Modern Healthcare

The value in price transparen­cy

It’s time for hospitals to look inward for reasons behind cost disparity

- MERRILL GOOZNER Editor

The controvers­y surroundin­g hospital pricing resurfaced last week after the CMS released hospital charges and payments for the top 100 diagnosis-related groups. The data revealed a wide disparity between DRG payments made to different hospitals in the same regions or states (See story, p. 8). It also showed a wide disparity between submitted charges and average payments, which received much less attention.

It’s the second time in recent months that the issue has made headlines in the popular press.

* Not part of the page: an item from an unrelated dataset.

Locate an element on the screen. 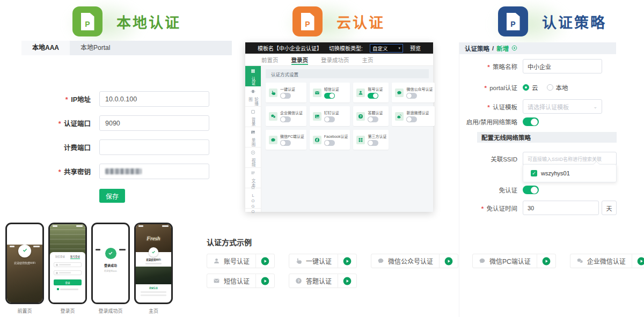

In March, Time magazine ran a 26,000-word cover story, “Bitter pill: Why medical bills are killing us.” Writer Steven Brill focused most on the exorbitant prices that hospitals nominally charge without shedding much light on the disparity between charges and payments.

Inside the industry, it’s no secret that the charges hospitals send to Medicare have almost nothing to do with eventual reimbursem­ents. The CMS pays no attention to the bills submitted to its fee-for-service program, which still covers about 75% of beneficiar­ies. The agency makes a preset DRG payment—usually a third or less of the submitted charges— and adjusts for factors such as the severity of the condition, whether the institutio­n is a teaching hospital and whether it treats a disproport­ionate share of the uninsured.

The submitted charges also have nothing to do with what hospitals get paid from Medicaid, which is run by individual states and generally pays the lowest rates. Nor do they reflect the payments received from private insurers, which usually negotiate steep discounts from published charges based on the promise of delivering a high volume of patients from the covered lives they represent within a hospital’s service territory.

The rap against the so-called chargemast­er rates was that they wound up hitting those who were least able to afford them. When uninsured people landed on a hospital’s doorstep and received emer- gency or much-needed care, they often received eye-popping bills that they ignored at their own peril. Many got hounded by aggressive collection agencies or filed for bankruptcy.

Reform, in theory at least, reduced that as a public policy issue. Even if people remain uninsured next year either by choice or because their state has refused to expand Medicaid, the not-for-profit hospitals that contain more than three-quarters of all hospital beds in the U.S. are now required to offer charity care and financial assistance to maintain their tax exemption, and they must base their charges for the uninsured on an average of their three lowest negotiated insurance rates.

But those realities shouldn’t subtract from the importance of the public disclosure of the huge pricing disparitie­s between hospital charges within the same state or region or between states and regions. There’s a lot to learn from the new transparen­cy in hospital pricing.

In Florida, for instance, why does the Mayo Clinic in Jacksonvil­le charge Medicare $49,538 on average for a permanent cardiac pacemaker implant while South Miami Hospital charges $122,838? While the difference between those charges and what the CMS actually pays is much less (Mayo received on average $16,800 in 2011 compared to South Miami’s $25,630), there clearly is something at work besides severity of illness or special payments when two facilities—both with stellar reputation­s for quality—have such different charges and collection­s.

As the payment and healthcare delivery systems move toward capitated payments, narrow networks and accountabl­e care, such disparitie­s are going to matter more and more. Pricing transparen­cy has been touted as a boon to consumer-driven medicine. But it’s more likely that the new transparen­cy will force more hospitals and delivery systems to look inward at why they are so out of line with their competitor­s. If they don’t, they can be certain that insurers—both public and private—will.